[Data extracts Boundary: Start]
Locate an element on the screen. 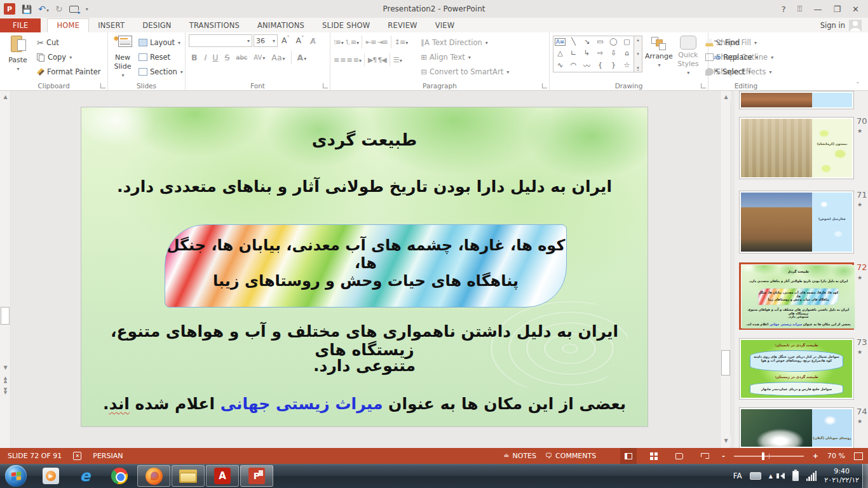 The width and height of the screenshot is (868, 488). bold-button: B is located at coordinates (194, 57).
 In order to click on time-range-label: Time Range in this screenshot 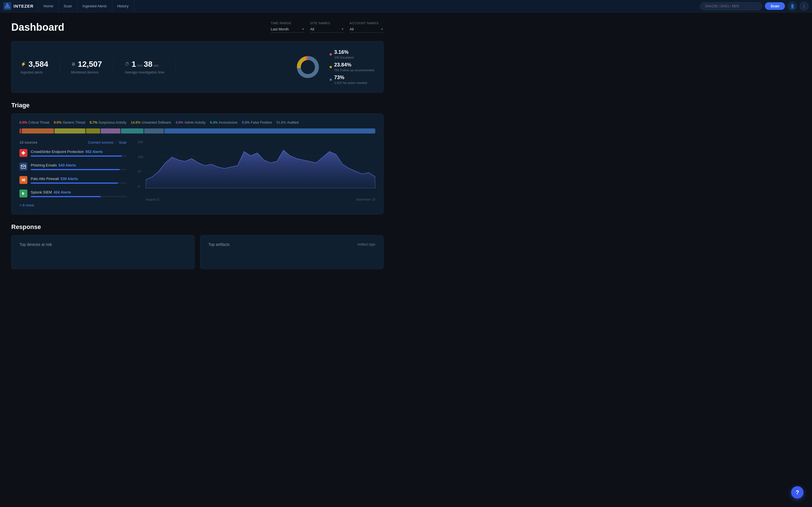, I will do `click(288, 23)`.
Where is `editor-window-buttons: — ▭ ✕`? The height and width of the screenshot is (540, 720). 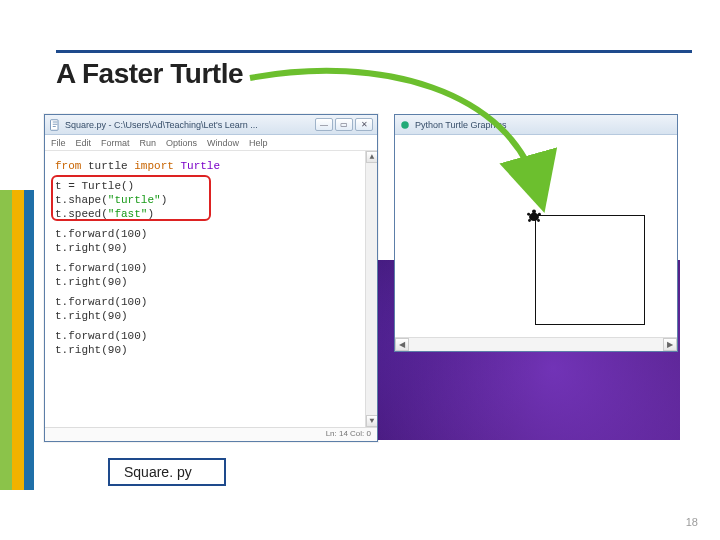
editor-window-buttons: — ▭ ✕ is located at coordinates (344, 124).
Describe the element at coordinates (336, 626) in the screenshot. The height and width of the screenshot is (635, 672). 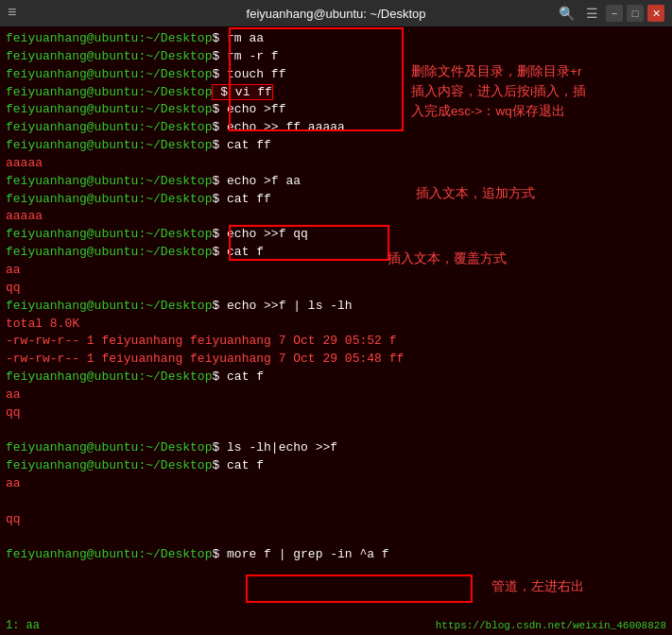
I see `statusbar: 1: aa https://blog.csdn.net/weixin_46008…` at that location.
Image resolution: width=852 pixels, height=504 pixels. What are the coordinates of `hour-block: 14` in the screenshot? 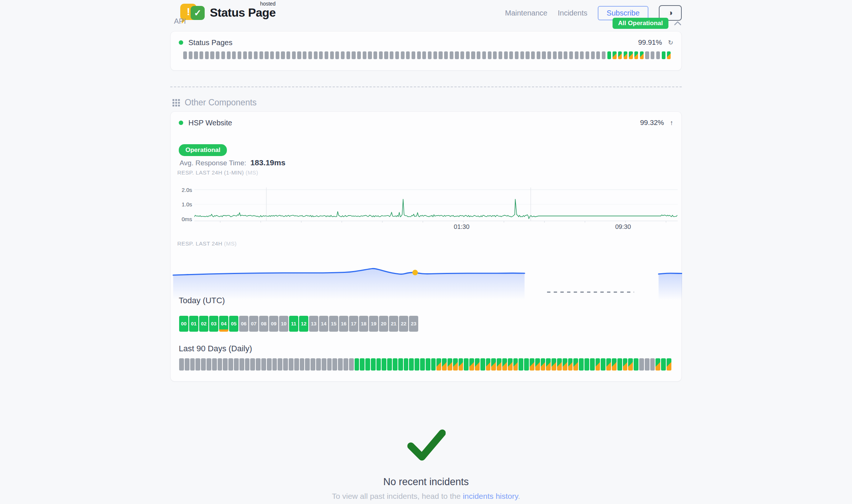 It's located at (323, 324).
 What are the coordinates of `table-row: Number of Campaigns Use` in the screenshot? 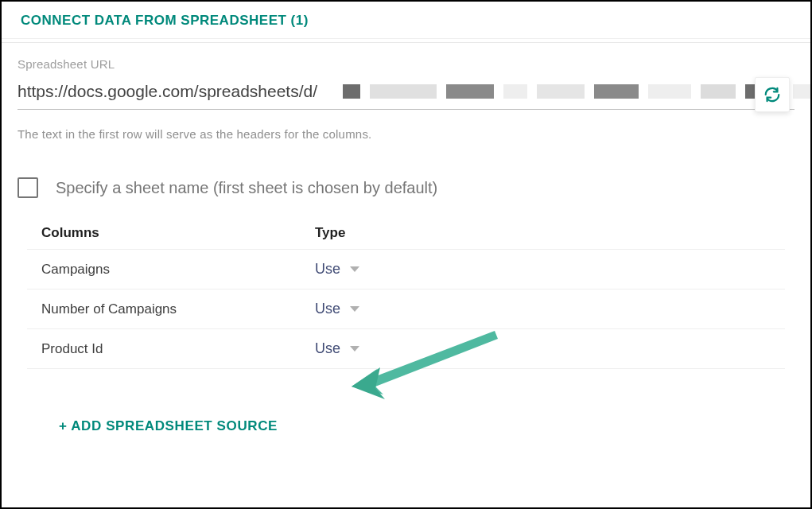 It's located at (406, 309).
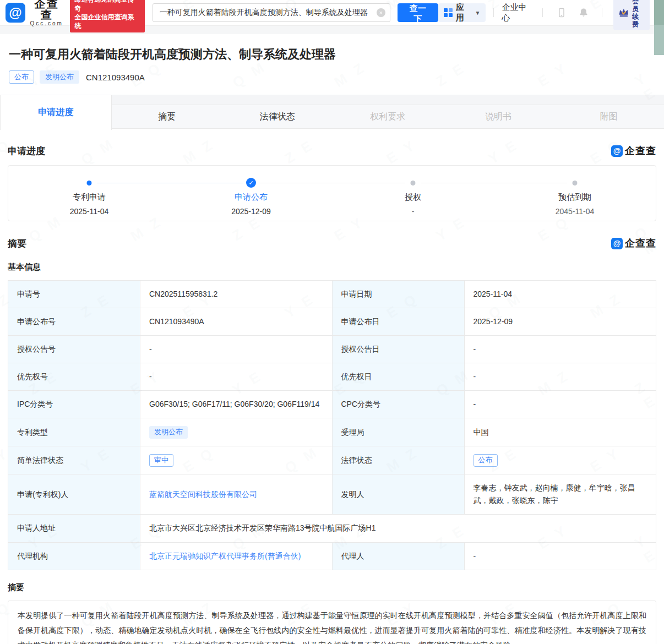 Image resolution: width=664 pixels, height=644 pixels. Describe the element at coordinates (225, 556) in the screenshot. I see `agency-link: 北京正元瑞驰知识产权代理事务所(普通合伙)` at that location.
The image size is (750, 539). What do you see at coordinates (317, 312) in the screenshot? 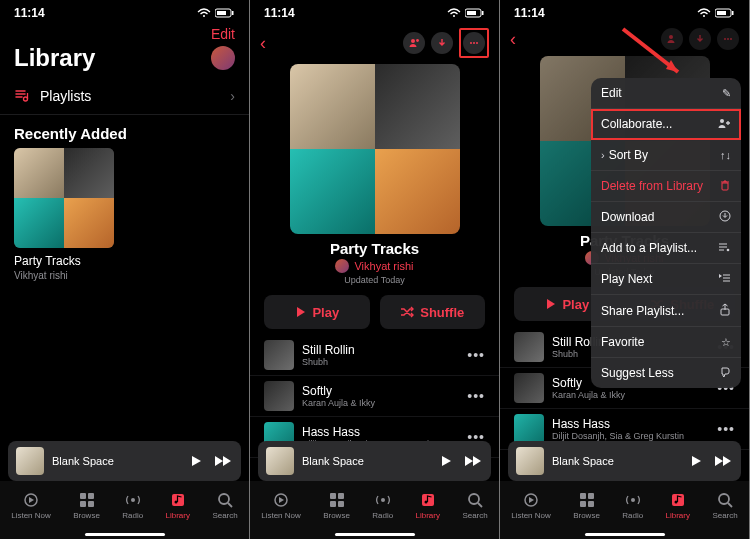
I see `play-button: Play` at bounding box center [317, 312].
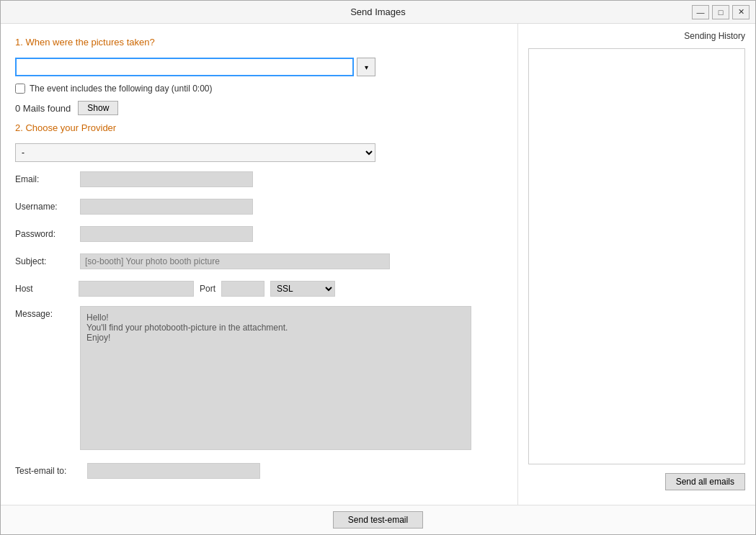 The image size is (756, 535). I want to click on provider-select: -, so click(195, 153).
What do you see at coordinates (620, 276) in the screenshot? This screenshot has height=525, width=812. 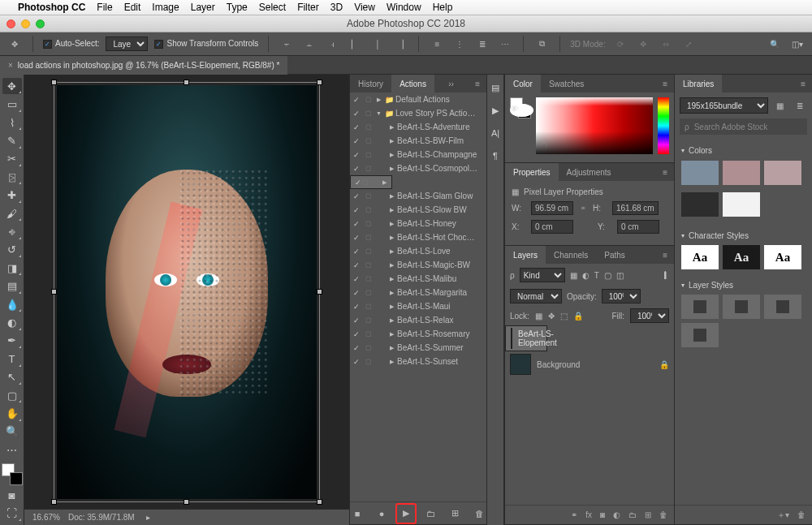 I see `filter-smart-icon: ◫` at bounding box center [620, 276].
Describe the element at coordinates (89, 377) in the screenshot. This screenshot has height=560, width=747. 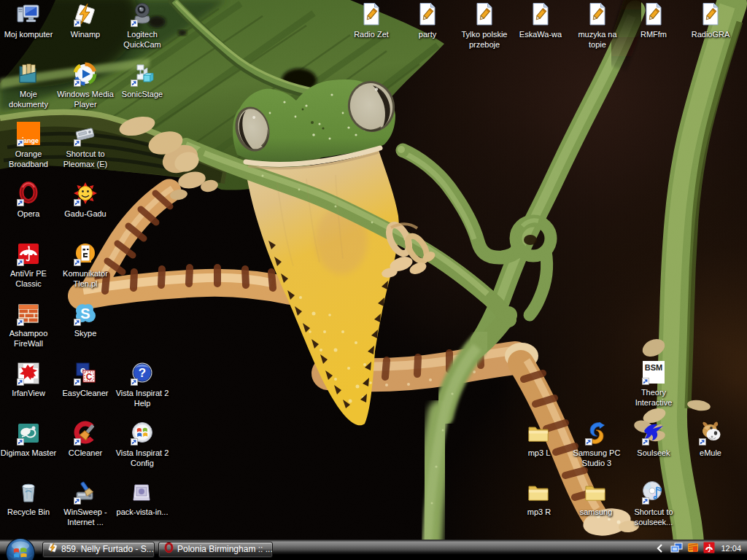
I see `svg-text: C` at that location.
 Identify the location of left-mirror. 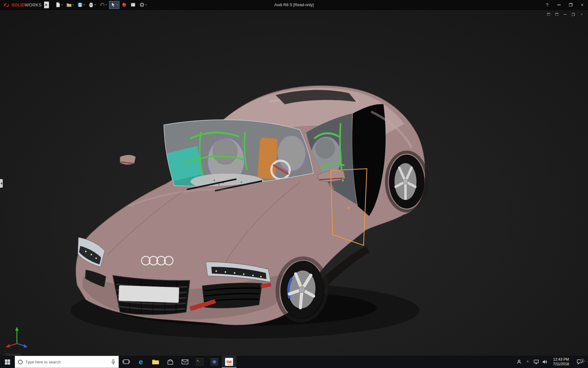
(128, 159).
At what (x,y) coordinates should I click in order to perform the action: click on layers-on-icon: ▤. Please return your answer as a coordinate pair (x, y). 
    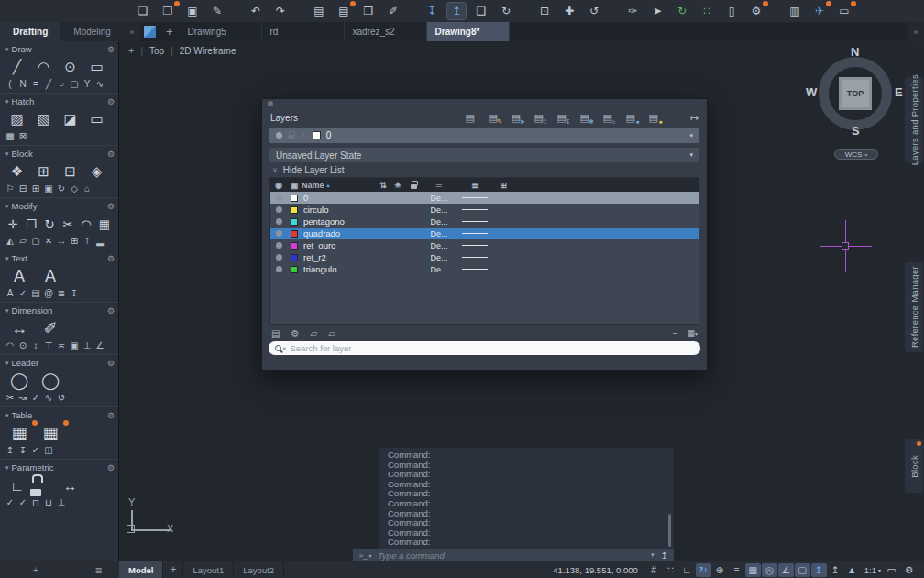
[Data extracts Boundary: End]
### What is required:
Beginning at the line that contains "Identify the location of left-mirror.", copy each remaining line of the records exactly, through the final one. Omit the pictures.

### The answer:
 Identify the location of left-mirror. 
(128, 159).
At what (x,y) coordinates should I click in order to perform the action: click on layers-on-icon: ▤. Please return your answer as a coordinate pair (x, y). 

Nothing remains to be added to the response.